I’ve had quite a few conversations going in my head recently, but one of them is how to love people who don’t know Jesus when they are already deeply offended by those of faith.
I’m not talking about all people who don’t know Jesus, but increasingly I’m hearing of (or getting to know) people who have only heard hate from Christians or the Church in general and therefore are beginning to hate in return.
If you want a book that discusses the topic, you might enjoy Talk the Walk by Steve Brown.
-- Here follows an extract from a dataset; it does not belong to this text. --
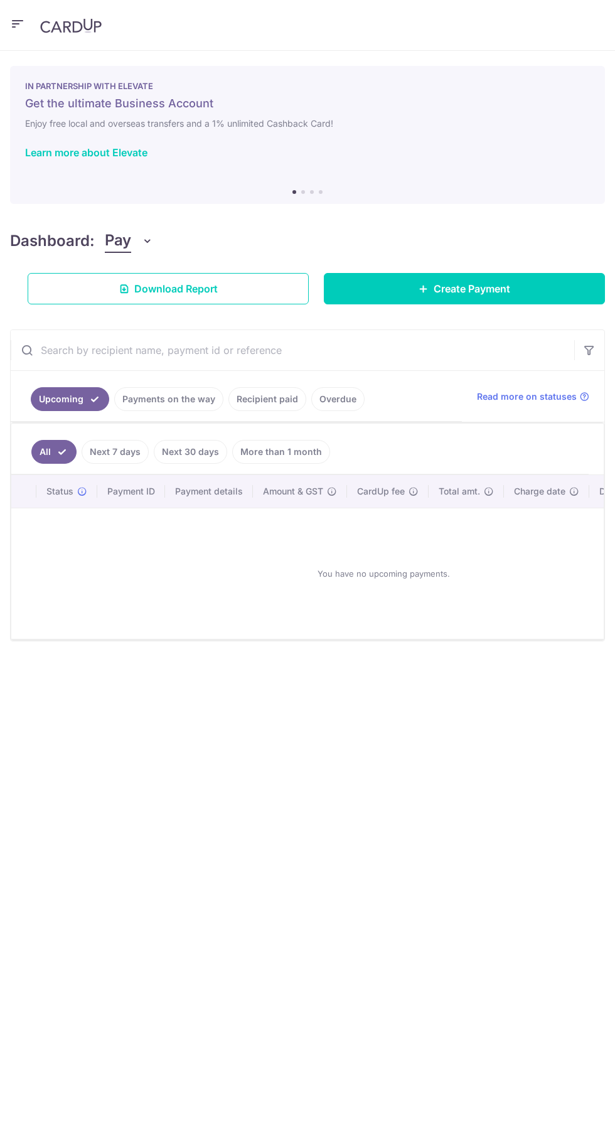 This screenshot has width=615, height=1129. I want to click on span: Read more on statuses, so click(527, 397).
After much contemplation, I’ve decided that the truth lies here: God loves people. Not just people as a group, but each individual…and so should we. We don’t have a right to lump people as a category. We could say that “conservatives are….” or “liberals are…” or “people who sin in ‘this way’ are…” but that just isn’t true. No two people are alike. When we see people as simply a part of their larger people group, we fail to see them as Jesus does. More than that, I think we de-humanize them and see them as a concept instead of as an individual.
When God didn’t rail at Adam and Eve. Instead, He talked with them, asked good questions, and sewed them clothes.
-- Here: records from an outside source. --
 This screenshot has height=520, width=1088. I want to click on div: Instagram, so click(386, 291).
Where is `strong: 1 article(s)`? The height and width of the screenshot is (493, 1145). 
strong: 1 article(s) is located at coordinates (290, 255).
I suspect that when Jesus had dinner with those the Pharisees hated (although they probably didn’t define it that way) and the law said were “unclean”, he did a lot of listening and a little bit of talking. When he talked, he didn’t water down the truth. But he didn’t get defensive either – he sat as one ‘with’ the person and examined the truth with them instead of one on the side of truth looking (down) at a sinner.
We do that though. We become defensive when others are offended by the truth and stop being on their side. God is always on people’s side – even when we are offended by Him. The whole metanarrative of the Bible is that of God seeking a relationship with humans.
This is how we love people – by getting to know them and seeing life from their perspective – but we don’t stop there. A drowning person doesn’t need you to just identify with them, they need a safe way to get to shore. What might this look like in your world?
I need to improve on this. What about you?